Software Alternatives & Reviews

Goka VS Apache Beam

Compare Goka VS Apache Beam and see what are their differences

Goka logo Goka

Goka is a distributed stream processing library for Apache Kafka written in Go.

Apache Beam logo Apache Beam

Apache Beam provides an advanced unified programming model to implement batch and streaming data processing jobs.
  • Goka Landing page
    Landing page //
    2023-09-18
  • Apache Beam Landing page
    Landing page //
    2022-03-31

Goka videos

2008 BMS GOKA 800cc

More videos:

  • Review - GOKA CATTLE FEED
  • Review - Best medicine for healing cracks | goka jalwatawar malam | review | usage | indication | content

Apache Beam videos

How to Write Batch or Streaming Data Pipelines with Apache Beam in 15 mins with James Malone

More videos:

  • Review - Best practices towards a production-ready pipeline with Apache Beam
  • Review - Streaming data into Apache Beam with Kafka

Category Popularity

0-100% (relative to Goka and Apache Beam)
Stream Processing
100 100%
0% 0
Big Data
17 17%
83% 83
Data Dashboard
0 0%
100% 100
Databases
42 42%
58% 58

User comments

Share your experience with using Goka and Apache Beam. For example, how are they different and which one is better?
Log in or Post with

Social recommendations and mentions

Based on our record, Apache Beam seems to be a lot more popular than Goka. While we know about 14 links to Apache Beam, we've tracked only 1 mention of Goka. We are tracking product recommendations and mentions on various public social media platforms and blogs. They can help you identify which product is more popular and what people think of it.

Goka mentions (1)

  • Go and Kafka
    You might want to try: https://github.com/lovoo/goka -- it uses levelDB to keep state from a stream. The application we wrote in-house with goka can process (keeping state) approximately 800+ messages/sec per consumer in a consumer-group. Source: about 3 years ago

Apache Beam mentions (14)

  • Ask HN: Does (or why does) anyone use MapReduce anymore?
    The "streaming systems" book answers your question and more: https://www.oreilly.com/library/view/streaming-systems/9781491983867/. It gives you a history of how batch processing started with MapReduce, and how attempts at scaling by moving towards streaming systems gave us all the subsequent frameworks (Spark, Beam, etc.). As for the framework called MapReduce, it isn't used much, but its descendant... - Source: Hacker News / 3 months ago
  • How do Streaming Aggregation Pipelines work?
    Apache Beam is one of many tools that you can use. Source: 5 months ago
  • Real Time Data Infra Stack
    Apache Beam: Streaming framework which can be run on several runner such as Apache Flink and GCP Dataflow. - Source: dev.to / over 1 year ago
  • Google Cloud Reference
    Apache Beam: Batch/streaming data processing 🔗Link. - Source: dev.to / over 1 year ago
  • Composer out of resources - "INFO Task exited with return code Negsignal.SIGKILL"
    What you are looking for is Dataflow. It can be a bit tricky to wrap your head around at first, but I highly suggest leaning into this technology for most of your data engineering needs. It's based on the open source Apache Beam framework that originated at Google. We use an internal version of this system at Google for virtually all of our pipeline tasks, from a few GB, to Exabyte scale systems -- it can do it all. Source: over 1 year ago
View more

What are some alternatives?

When comparing Goka and Apache Beam, you can also consider the following products

Apache Spark - Apache Spark is an engine for big data processing, with built-in modules for streaming, SQL, machine learning and graph processing.
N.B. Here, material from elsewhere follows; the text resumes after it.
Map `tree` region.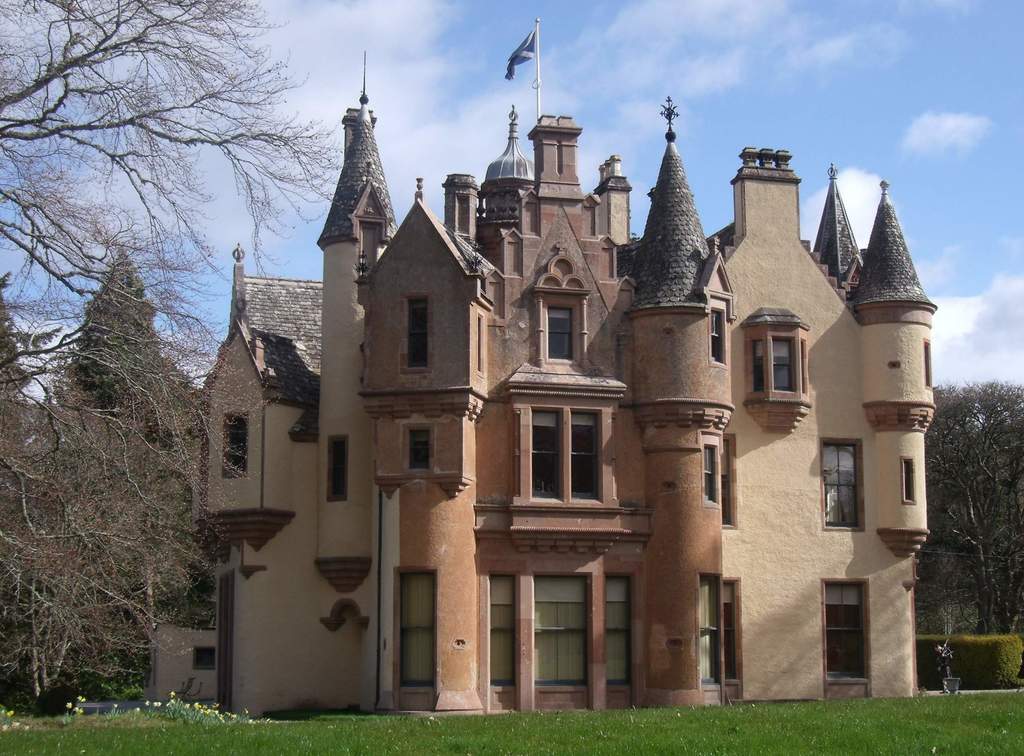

Google Cloud Dataflow - Google Cloud Dataflow is a fully-managed cloud service and programming model for batch and streaming big data processing.

Tigon - Tigon is an open source real-time stream processing framework built on top of Apache Hadoop and Apache HBase.

Apache Airflow - Airflow is a platform to programmaticaly author, schedule and monitor data pipelines.

Lightbend Akka Platform - Lightbend Fast Data Platform is the easy on-ramp to successful streaming Fast Data applications.

Amazon EMR - Amazon Elastic MapReduce is a web service that makes it easy to quickly process vast amounts of data.